I’ve always liked the cartoon depicting the man who shows up at church only once a year on Easter Sunday. Exiting the church at the close of the service, the man grabs the preacher’s hand and complains, “Every time I come to church, you always preach on the same topic.”
As thousands make their way to church this Easter Sunday, some will be regular attenders; some will arrive for their yearly visit, but all encounter the same challenge: hearing the same story without it becoming a ho-hum moment.
I teach an Old Testament class to mainly first-year college students. At first, I was surprised at how many didn’t know stories from the Bible with which I’m so familiar. But, I had forgotten how many years I had been reading those stories; many were strange to my ears at their age, too.
I took advantage of the opportunity and told the stories, leaving open how some of them ended. When possible, I get to the story’s climax, then leave it to the students to find the ending. “Will Uriah the Hittite carry his own death warrant back to the battlefield, allowing King David to hide his adultery with Uriah’s wife, Bathsheba?” “Will Solomon allow one of the two women claiming the same baby to cut the infant in two?” As I tell the stories, I notice some eyes widen with anticipation; some even lean forward. Of course, some still have that early-afternoon-after-lunch-glaze over their eyes. I focus on the ones with bright eyes. It’s invigorating to see them hanging in suspense, anticipating the rest of the story.
The trouble with most everyone this Easter Sunday is we’ve heard the rest of the story many times; at least we know it’s a good ending, or we wouldn’t be there in the first place.
But this is not an entirely bad thing.
Knowing the ending need not spoil the thrill of the story.
I’ve been reading Charles Dickens’s A Tale of Two Cities. When I started reading it, I watched a short video on the book. The trouble is that the video didn’t give me the spoiler alert before telling me how the story ended. So now, I’m reading the story, even as I know its ending.
Then, I went ahead and started reading chapter analyses. The good thing is that those summaries clue me into literary devices Dickens uses that I would have missed. And I can slow down and appreciate the storyline rather than racing through it to find out what happens to Charles Darnay.
Can we receive the Easter story with the same anticipation as the person who doesn’t know if Ehud’s double-edged sword takes out the oppressive King Eglon in the Book of Judges?
Maybe not, but we can yet receive the Truth, perhaps in ways we hadn’t anticipated, for the Lord may surprise us, showing up in ways we hadn’t anticipated. And we can more deeply appreciate the nuances in the story as I do with Dickens’ novel.
Some truths grow more profound the more we hear them, and the more deeply they penetrate our lives, the more we tend to open ourselves to them, making transformation possible. Knowing He is risen, our hearts still beat fast as we anticipate the moment we proclaim, “He is risen!”
A Sunday School teacher had just finished telling her third graders about how Jesus was crucified and placed in a tomb.
Then, wanting to share the excitement of the resurrection, she asked: “And what do you think were Jesus’ first words when He came out of that tomb?”
A little girl in the back of the room shot her arm into the air, leaped to her feet, and shouted excitedly, “I know, I know!”
“Good,” said the teacher, “Tell us, what did he say?”
Extending her arms high into the air, she said: “TA-DA!”
She had it right. Sunday is the day we can, in unison, join Christ in saying, “TA-DA!”
No wonder the preacher proclaims the same message every year.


→ YOUR GOAL: Go line by line through the entries below and copy those containing the string "monthly".

→ RECORDS PROVIDED:
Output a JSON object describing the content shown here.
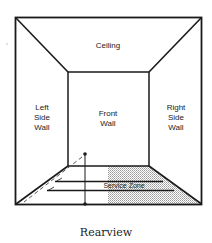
{
  "diagram": {
    "title": "Rearview",
    "labels": {
      "ceiling": "Ceiling",
      "front_wall": [
        "Front",
        "Wall"
      ],
      "left_side_wall": [
        "Left",
        "Side",
        "Wall"
      ],
      "right_side_wall": [
        "Right",
        "Side",
        "Wall"
      ],
      "service_zone": "Service Zone"
    },
    "colors": {
      "line": "#1a1a1a",
      "shading": "#c8c8c8",
      "background": "#ffffff"
    }
  }
}
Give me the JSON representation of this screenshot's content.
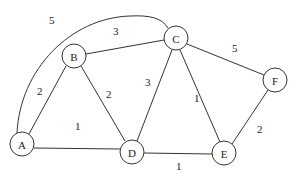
{
  "graph": {
    "nodes": [
      {
        "id": "A",
        "label": "A",
        "x": 22,
        "y": 144
      },
      {
        "id": "B",
        "label": "B",
        "x": 74,
        "y": 56
      },
      {
        "id": "C",
        "label": "C",
        "x": 176,
        "y": 38
      },
      {
        "id": "D",
        "label": "D",
        "x": 132,
        "y": 152
      },
      {
        "id": "E",
        "label": "E",
        "x": 224,
        "y": 153
      },
      {
        "id": "F",
        "label": "F",
        "x": 275,
        "y": 80
      }
    ],
    "edges": [
      {
        "from": "A",
        "to": "C",
        "weight": "5",
        "curved": true
      },
      {
        "from": "A",
        "to": "B",
        "weight": "2"
      },
      {
        "from": "A",
        "to": "D",
        "weight": "1"
      },
      {
        "from": "B",
        "to": "C",
        "weight": "3"
      },
      {
        "from": "B",
        "to": "D",
        "weight": "2"
      },
      {
        "from": "C",
        "to": "D",
        "weight": "3"
      },
      {
        "from": "C",
        "to": "E",
        "weight": "1"
      },
      {
        "from": "C",
        "to": "F",
        "weight": "5"
      },
      {
        "from": "D",
        "to": "E",
        "weight": "1"
      },
      {
        "from": "E",
        "to": "F",
        "weight": "2"
      }
    ]
  }
}
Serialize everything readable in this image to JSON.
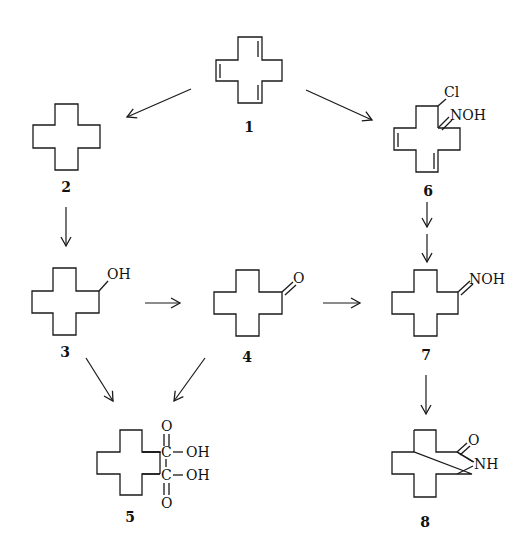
{
  "colors": {
    "ink": "#1a1a1a",
    "background": "#ffffff"
  },
  "compounds": [
    {
      "id": "1",
      "label": "1",
      "description": "cyclododecatriene (three C=C double bonds)",
      "substituents": []
    },
    {
      "id": "2",
      "label": "2",
      "description": "cyclododecane",
      "substituents": []
    },
    {
      "id": "3",
      "label": "3",
      "description": "cyclododecanol",
      "substituents": [
        "OH"
      ]
    },
    {
      "id": "4",
      "label": "4",
      "description": "cyclododecanone",
      "substituents": [
        "O"
      ]
    },
    {
      "id": "5",
      "label": "5",
      "description": "dodecanedioic acid",
      "substituents": [
        "O",
        "C",
        "OH",
        "C",
        "OH",
        "O"
      ]
    },
    {
      "id": "6",
      "label": "6",
      "description": "chloro oxime of cyclododecadiene",
      "substituents": [
        "Cl",
        "NOH"
      ]
    },
    {
      "id": "7",
      "label": "7",
      "description": "cyclododecanone oxime",
      "substituents": [
        "NOH"
      ]
    },
    {
      "id": "8",
      "label": "8",
      "description": "laurolactam",
      "substituents": [
        "O",
        "NH"
      ]
    }
  ],
  "atoms": {
    "c3_oh": "OH",
    "c4_o": "O",
    "c5_o_top": "O",
    "c5_c_top": "C",
    "c5_oh_top": "OH",
    "c5_c_bottom": "C",
    "c5_oh_bottom": "OH",
    "c5_o_bottom": "O",
    "c6_cl": "Cl",
    "c6_noh": "NOH",
    "c7_noh": "NOH",
    "c8_o": "O",
    "c8_nh": "NH"
  },
  "arrows": [
    {
      "from": "1",
      "to": "2"
    },
    {
      "from": "1",
      "to": "6"
    },
    {
      "from": "2",
      "to": "3"
    },
    {
      "from": "3",
      "to": "4"
    },
    {
      "from": "4",
      "to": "7"
    },
    {
      "from": "6",
      "to": "7",
      "double_step": true
    },
    {
      "from": "3",
      "to": "5"
    },
    {
      "from": "4",
      "to": "5"
    },
    {
      "from": "7",
      "to": "8"
    }
  ]
}
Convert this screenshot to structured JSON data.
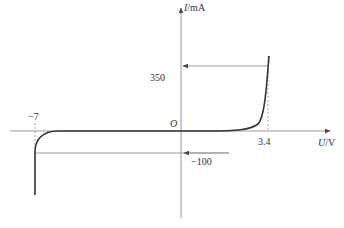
{
  "diagram": {
    "type": "diode I-V characteristic curve",
    "y_axis_label": "I/mA",
    "x_axis_label": "U/V",
    "origin_label": "O",
    "annotations": {
      "forward_current": "350",
      "forward_voltage": "3.4",
      "reverse_breakdown_voltage": "−7",
      "reverse_current": "−100"
    },
    "colors": {
      "axis": "#888888",
      "curve": "#333333",
      "dashed": "#aaaaaa",
      "text": "#333333"
    }
  }
}
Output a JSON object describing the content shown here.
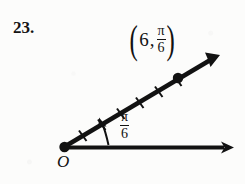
{
  "problem": {
    "number": "23."
  },
  "figure": {
    "type": "polar-coordinate-diagram",
    "origin_label": "O",
    "point_label": {
      "open_paren": "(",
      "radius": "6",
      "comma": ",",
      "angle_numerator": "π",
      "angle_denominator": "6",
      "close_paren": ")"
    },
    "angle_label": {
      "numerator": "π",
      "denominator": "6"
    },
    "geometry": {
      "origin": [
        64,
        147
      ],
      "point": [
        178,
        78
      ],
      "ray_tip": [
        219,
        56
      ],
      "axis_tip": [
        232,
        148
      ],
      "tick_count": 6,
      "angle_degrees": 31
    },
    "colors": {
      "ink": "#121212",
      "background": "#fcfcfb"
    }
  }
}
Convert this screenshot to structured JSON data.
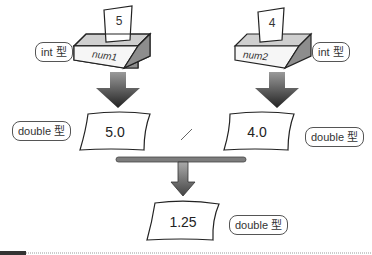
{
  "variables": [
    {
      "name": "num1",
      "value": "5",
      "type_label": "int 型"
    },
    {
      "name": "num2",
      "value": "4",
      "type_label": "int 型"
    }
  ],
  "casted": [
    {
      "value": "5.0",
      "type_label": "double 型"
    },
    {
      "value": "4.0",
      "type_label": "double 型"
    }
  ],
  "operator": "/",
  "result": {
    "value": "1.25",
    "type_label": "double 型"
  },
  "colors": {
    "outline": "#222222",
    "arrow_dark": "#333333",
    "arrow_light": "#888888",
    "bar": "#7a7a7a",
    "box_side": "#9a9a9a",
    "box_top": "#d8d8d8"
  }
}
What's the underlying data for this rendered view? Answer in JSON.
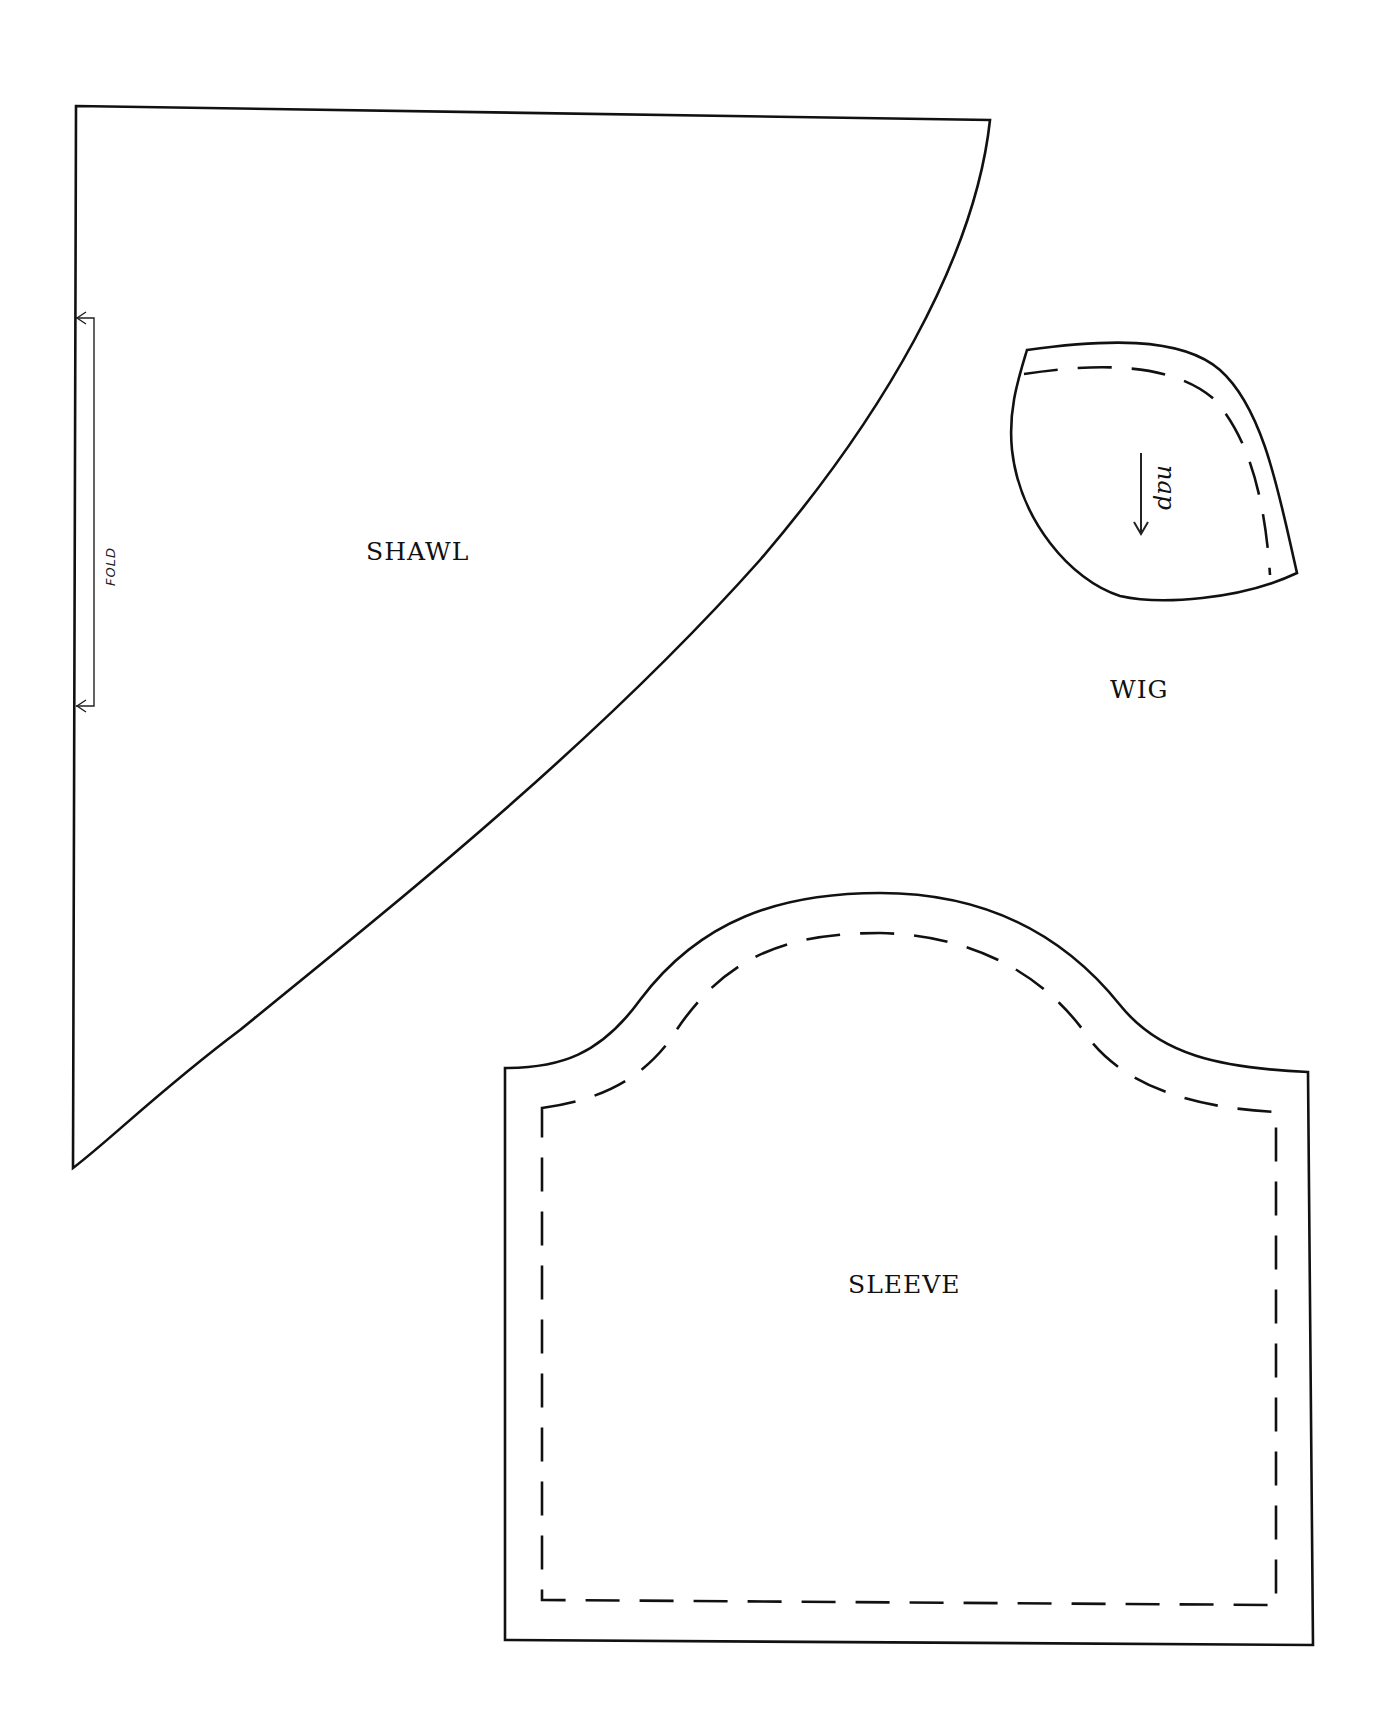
{
  "page": {
    "background": "#ffffff",
    "line_color": "#111111"
  },
  "pieces": {
    "shawl": {
      "label": "SHAWL",
      "fold_marker": {
        "label": "FOLD",
        "icon": "fold-bracket-arrows"
      }
    },
    "wig": {
      "label": "WIG",
      "grain_marker": {
        "label": "nap",
        "icon": "arrow-down"
      }
    },
    "sleeve": {
      "label": "SLEEVE"
    }
  },
  "legend": {
    "solid_line": "cutting line",
    "dashed_line": "seam line"
  }
}
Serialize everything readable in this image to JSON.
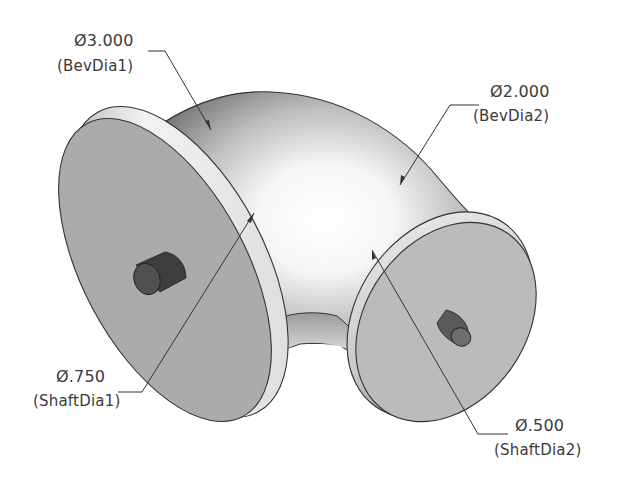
{
  "drawing": {
    "description": "Isometric shaded model of a 90-degree elbow pipe with two circular flanges, each with a small shaft boss",
    "colors": {
      "background": "#ffffff",
      "flange_face": "#a9a9a9",
      "flange_rim": "#e8e8e8",
      "body_dark": "#7d7d7d",
      "body_highlight": "#ffffff",
      "boss": "#4a4a4a",
      "line": "#333333",
      "text": "#3a3a3a"
    }
  },
  "annotations": [
    {
      "id": "bevdia1",
      "value": "Ø3.000",
      "name": "(BevDia1)"
    },
    {
      "id": "bevdia2",
      "value": "Ø2.000",
      "name": "(BevDia2)"
    },
    {
      "id": "shaftdia1",
      "value": "Ø.750",
      "name": "(ShaftDia1)"
    },
    {
      "id": "shaftdia2",
      "value": "Ø.500",
      "name": "(ShaftDia2)"
    }
  ]
}
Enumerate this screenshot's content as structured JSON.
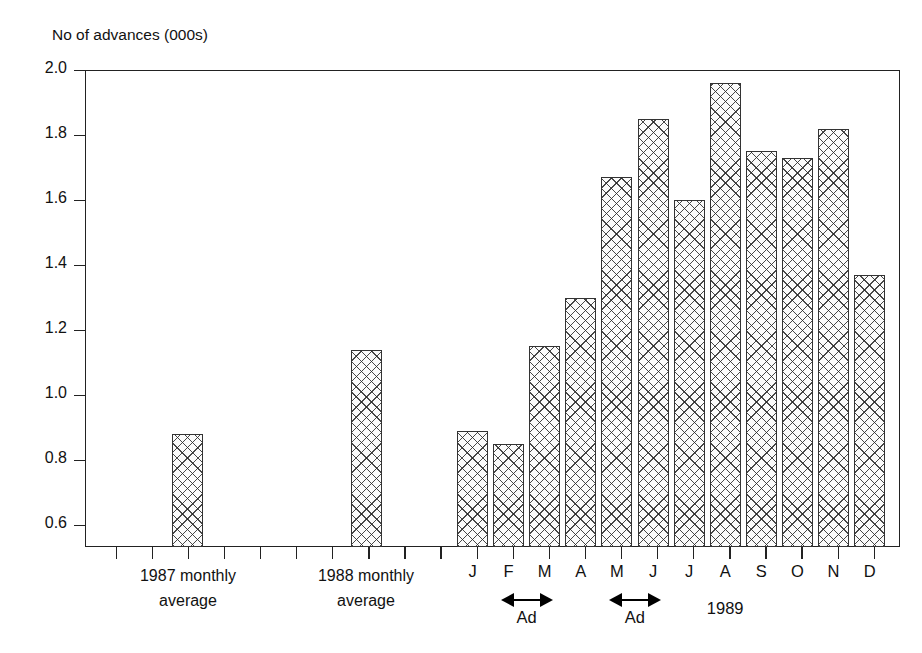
{
  "page": {
    "top_fragment": "",
    "background": "#ffffff"
  },
  "chart_data": {
    "type": "bar",
    "title": "",
    "xlabel": "",
    "ylabel": "No of advances (000s)",
    "ylim": [
      0.5,
      2.0
    ],
    "yticks": [
      2.0,
      1.8,
      1.6,
      1.4,
      1.2,
      1.0,
      0.8,
      0.6
    ],
    "ytick_labels": [
      "2.0",
      "1.8",
      "1.6",
      "1.4",
      "1.2",
      "1.0",
      "0.8",
      "0.6"
    ],
    "grid": false,
    "legend": null,
    "bar_style": {
      "fill": "cross-hatch",
      "edge_color": "#333333",
      "face_color": "#fbfbfb"
    },
    "groups": [
      {
        "name": "1987",
        "label_lines": [
          "1987 monthly",
          "average"
        ],
        "categories": [
          "1987 monthly average"
        ],
        "values": [
          0.88
        ]
      },
      {
        "name": "1988",
        "label_lines": [
          "1988 monthly",
          "average"
        ],
        "categories": [
          "1988 monthly average"
        ],
        "values": [
          1.14
        ]
      },
      {
        "name": "1989",
        "label_lines": [
          "1989"
        ],
        "categories": [
          "J",
          "F",
          "M",
          "A",
          "M",
          "J",
          "J",
          "A",
          "S",
          "O",
          "N",
          "D"
        ],
        "values": [
          0.89,
          0.85,
          1.15,
          1.3,
          1.67,
          1.85,
          1.6,
          1.96,
          1.75,
          1.73,
          1.82,
          1.37
        ]
      }
    ],
    "categories": [
      "1987 monthly average",
      "1988 monthly average",
      "J",
      "F",
      "M",
      "A",
      "M",
      "J",
      "J",
      "A",
      "S",
      "O",
      "N",
      "D"
    ],
    "values": [
      0.88,
      1.14,
      0.89,
      0.85,
      1.15,
      1.3,
      1.67,
      1.85,
      1.6,
      1.96,
      1.75,
      1.73,
      1.82,
      1.37
    ],
    "annotations": [
      {
        "label": "Ad",
        "marker": "double-arrow",
        "spans": [
          "F",
          "M"
        ]
      },
      {
        "label": "Ad",
        "marker": "double-arrow",
        "spans": [
          "M",
          "J"
        ]
      },
      {
        "label": "1989",
        "marker": "text",
        "spans": [
          "J",
          "A"
        ]
      }
    ]
  }
}
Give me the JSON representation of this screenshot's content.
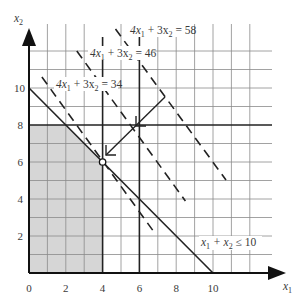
{
  "figure": {
    "type": "linear-programming-graphical-solution",
    "axes": {
      "x_label": "x",
      "x_label_sub": "1",
      "y_label": "x",
      "y_label_sub": "2",
      "x_ticks": [
        "0",
        "2",
        "4",
        "6",
        "8",
        "10"
      ],
      "y_ticks": [
        "2",
        "4",
        "6",
        "8",
        "10"
      ],
      "x_range": [
        0,
        13.2
      ],
      "y_range": [
        0,
        13.5
      ],
      "grid": true,
      "grid_step": 1
    },
    "feasible_region": {
      "vertices": [
        [
          0,
          0
        ],
        [
          0,
          8
        ],
        [
          2,
          8
        ],
        [
          4,
          6
        ],
        [
          4,
          0
        ]
      ],
      "fill": "#d6d6d6"
    },
    "constraints": [
      {
        "label": "x₁ + x₂ ≤ 10",
        "x_part": "x",
        "sub1": "1",
        "mid": " + x",
        "sub2": "2",
        "tail": " ≤ 10",
        "from": [
          0,
          10
        ],
        "to": [
          10,
          0
        ]
      },
      {
        "label": "x₁ ≤ 4",
        "from": [
          4,
          0
        ],
        "to": [
          4,
          12.8
        ]
      },
      {
        "label": "x₁ ≤ 6",
        "from": [
          6,
          0
        ],
        "to": [
          6,
          12.8
        ]
      },
      {
        "label": "x₂ ≤ 8",
        "from": [
          0,
          8
        ],
        "to": [
          13.2,
          8
        ]
      }
    ],
    "objective_lines": [
      {
        "value": 34,
        "prefix": "4x",
        "sub1": "1",
        "mid": " + 3x",
        "sub2": "2",
        "tail": " = 34",
        "from": [
          0.7,
          10.6
        ],
        "to": [
          6.8,
          2.2
        ]
      },
      {
        "value": 46,
        "prefix": "4x",
        "sub1": "1",
        "mid": " + 3x",
        "sub2": "2",
        "tail": " = 46",
        "from": [
          2.6,
          12.0
        ],
        "to": [
          8.5,
          3.9
        ]
      },
      {
        "value": 58,
        "prefix": "4x",
        "sub1": "1",
        "mid": " + 3x",
        "sub2": "2",
        "tail": " = 58",
        "from": [
          4.7,
          13.2
        ],
        "to": [
          10.7,
          5.0
        ]
      }
    ],
    "optimum": {
      "x1": 4,
      "x2": 6,
      "marker": "hollow-circle"
    },
    "direction_arrow": {
      "from": [
        7.4,
        9.4
      ],
      "to": [
        4.2,
        6.3
      ],
      "mid_arrowhead_at": [
        6.1,
        8.0
      ]
    }
  }
}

→ RESPONSE TO THE TASK:
          "1987 monthly",
          "1987 monthly average"
          "1988 monthly",
          "1988 monthly average"
      "1987 monthly average",
      "1988 monthly average",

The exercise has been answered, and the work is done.